Astonishingly, Gertten identified Nadine in some newsreel footage of refugees arriving in Sweden in 1945, after the liberation of the camps. Nadine appears solitary and changed amongst a multitude of joyful faces. A Chinese national, she is listed as a spinster on her application to Switzerland.

Nelly, who was not Jewish, began working as a spy with the French resistance network in 1940. She was arrested in Paris in 1943, and shipped off to Germany. After spending five days in a cattle car packed so tightly with other people that she could not move, she arrived at the “antechamber to hell,” Ravensbrück. Miraculously, it was here that she met the love of her life.

Nadine (left) with Nelly (right).

Nadine was charismatic like Vita Sackville-West, handsome, exciting, sexual, with a take-charge personality. Nelly, by contrast, was a soft, blonde, feminine French opera singer whose unaffected smile, outgoing personality, and dulcet voice enchanted Nadine.

On Christmas Eve 1944, Nelly was ordered to sing Christmas carols. Suddenly a voice called, “Sing something from Madame Butterfly!” Nelly chose Puccini’s “Un bel di,” one of the opera’s most beautiful expressions of longing and hope. Surrounded by unimaginable horrors in a desolate environment, love blossomed from the ashes.  Nelly wrote, “Emotion overflows my skin…delirious joy.” Still, she never spoke of her experiences after the war to her granddaughters, so they knew nothing of their beloved grandmother’s heroism or passion; Sylvie’s mother did not approve of Nelly and Nadine’s relationship, and kept it hidden from her daughters.

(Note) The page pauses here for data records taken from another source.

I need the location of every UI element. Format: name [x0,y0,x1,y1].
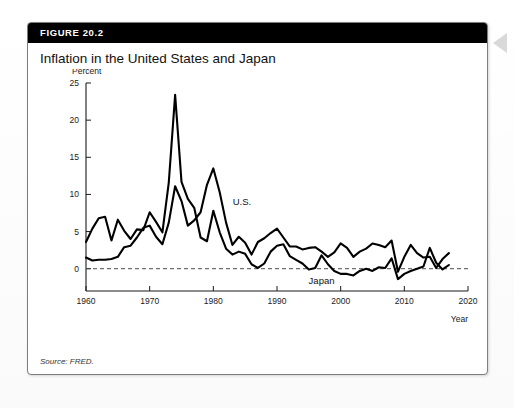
y-axis-tick-label: 0 [74,264,79,274]
x-axis-tick-label: 1960 [77,296,96,306]
x-axis-tick-label: 2020 [459,296,478,306]
y-axis-tick-label: 5 [74,227,79,237]
chart-plot-area: 0510152025Percent19601970198019902000201… [28,69,488,354]
figure-card: FIGURE 20.2 Inflation in the United Stat… [27,22,488,375]
x-axis-tick-label: 1990 [268,296,287,306]
figure-header-bar: FIGURE 20.2 [28,23,487,43]
x-axis-tick-label: 1980 [204,296,223,306]
y-axis-tick-label: 10 [70,189,80,199]
y-axis-tick-label: 20 [70,115,80,125]
figure-number-label: FIGURE 20.2 [40,27,104,38]
source-note: Source: FRED. [40,357,94,366]
x-axis-tick-label: 2000 [331,296,350,306]
x-axis-tick-label: 2010 [395,296,414,306]
x-axis-tick-label: 1970 [140,296,159,306]
figure-title: Inflation in the United States and Japan [40,51,276,66]
y-axis-tick-label: 15 [70,152,80,162]
inflation-line-chart: 0510152025Percent19601970198019902000201… [28,69,488,354]
x-axis-title: Year [451,314,468,324]
y-axis-title: Percent [72,69,102,76]
series-annotation-us: U.S. [233,196,251,207]
page-edge-marker-icon [493,33,507,53]
y-axis-tick-label: 25 [70,78,80,88]
series-annotation-japan: Japan [309,275,335,286]
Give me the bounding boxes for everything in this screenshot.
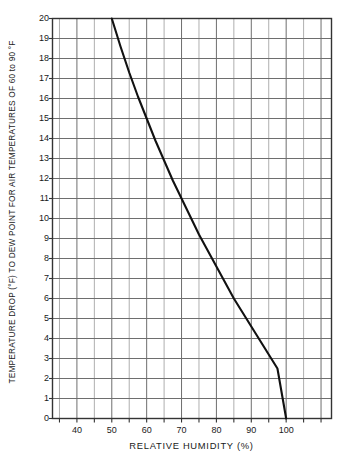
x-tick-label: 100 [269, 426, 303, 435]
x-axis-title: RELATIVE HUMIDITY (%) [52, 440, 331, 451]
x-tick-label: 90 [234, 426, 268, 435]
x-tick-label: 80 [199, 426, 233, 435]
chart-figure: TEMPERATURE DROP (°F) TO DEW POINT FOR A… [0, 0, 354, 463]
x-tick-label: 40 [60, 426, 94, 435]
x-axis-tick-labels: 405060708090100 [0, 0, 354, 463]
x-tick-label: 60 [130, 426, 164, 435]
x-tick-label: 70 [165, 426, 199, 435]
x-tick-label: 50 [95, 426, 129, 435]
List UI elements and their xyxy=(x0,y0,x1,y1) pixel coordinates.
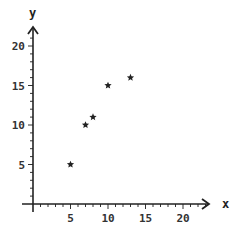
star-marker-icon xyxy=(104,82,111,89)
x-axis-label: x xyxy=(222,197,229,211)
x-tick-label: 15 xyxy=(139,212,152,225)
y-tick-label: 5 xyxy=(18,159,25,172)
y-tick-label: 10 xyxy=(12,119,25,132)
star-marker-icon xyxy=(67,161,74,168)
scatter-chart: x y 51015205101520 xyxy=(0,0,237,233)
x-tick-label: 5 xyxy=(67,212,74,225)
star-marker-icon xyxy=(82,121,89,128)
tick-labels: 51015205101520 xyxy=(12,40,190,225)
minor-ticks xyxy=(28,38,206,209)
y-axis-label: y xyxy=(29,6,36,20)
y-tick-label: 15 xyxy=(12,80,25,93)
data-points xyxy=(67,74,134,168)
star-marker-icon xyxy=(89,113,96,120)
y-tick-label: 20 xyxy=(12,40,25,53)
x-tick-label: 10 xyxy=(101,212,114,225)
x-tick-label: 20 xyxy=(176,212,189,225)
star-marker-icon xyxy=(127,74,134,81)
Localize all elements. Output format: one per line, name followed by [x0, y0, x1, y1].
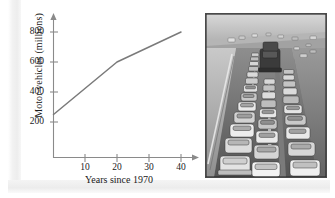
y-axis-arrow-icon [50, 13, 56, 20]
x-axis-title: Years since 1970 [44, 174, 194, 185]
x-axis [54, 154, 200, 160]
x-tick-label-20: 20 [106, 162, 128, 172]
x-tick-label-40: 40 [170, 162, 192, 172]
traffic-photograph: Black and white photograph of heavy traf… [205, 13, 327, 178]
x-tick-label-30: 30 [138, 162, 160, 172]
truck-vehicle [259, 49, 282, 72]
y-axis-title: Motor vehicles (millions) [33, 8, 44, 124]
line-chart-panel: 800 600 400 200 10 20 30 40 Motor vehicl… [18, 8, 200, 190]
scan-edge-top [0, 0, 335, 6]
figure-container: 800 600 400 200 10 20 30 40 Motor vehicl… [0, 0, 335, 198]
x-axis-arrow-icon [192, 154, 199, 160]
x-tick-label-10: 10 [74, 162, 96, 172]
y-axis [50, 13, 56, 158]
photo-image [206, 14, 326, 177]
data-series-line [54, 32, 182, 115]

Gertten sensitively frames the film through Sylvie’s eyes as we follow her slowly, putting the puzzle pieces of her grandmother’s life into perspective. These star-crossed lovers initially did not know what had happened to each other after the war. As fate would have it, the two were eventually reunited in 1947 and moved to Caracas, Venezuela, where they posed as cousins and forged a new life throughout the ’50s and ’60s. Their home movie gives us wonderful glimpses into mid-century gay life in South America. We see the couple in their apartment–Nadine, impeccably tailored, smoking, drinking, and Nelly playing hostess–surrounded by laughing young, gay male friends. Rarely seen in real life, their fairy tale ending makes the film all the more moving and essential for GLBTQ+ viewers and lesbian feminists, given how lesbians have generally been depicted heteronormatively. This is definitely a film that should be on everybody’s must see list.

 

 

Cassandra Langer graduated from NYU with a doctorate in critical studies and art history, is a Smithsonian postdoctoral fellow, author of 10 books and taught at FIU, USC, Hunter and Queens College. She has written for Arts, College Art Journal, Art Papers, Woman’s Art Journal, Ms. Magazine, Women’s Review of Books, New York Newsday and The Gay and Lesbian Review Worldwide. Her most recent book is Erase Her: A Survivors Story, about her two-and-a-half-year conversion therapy ordeal; you can purchase it here.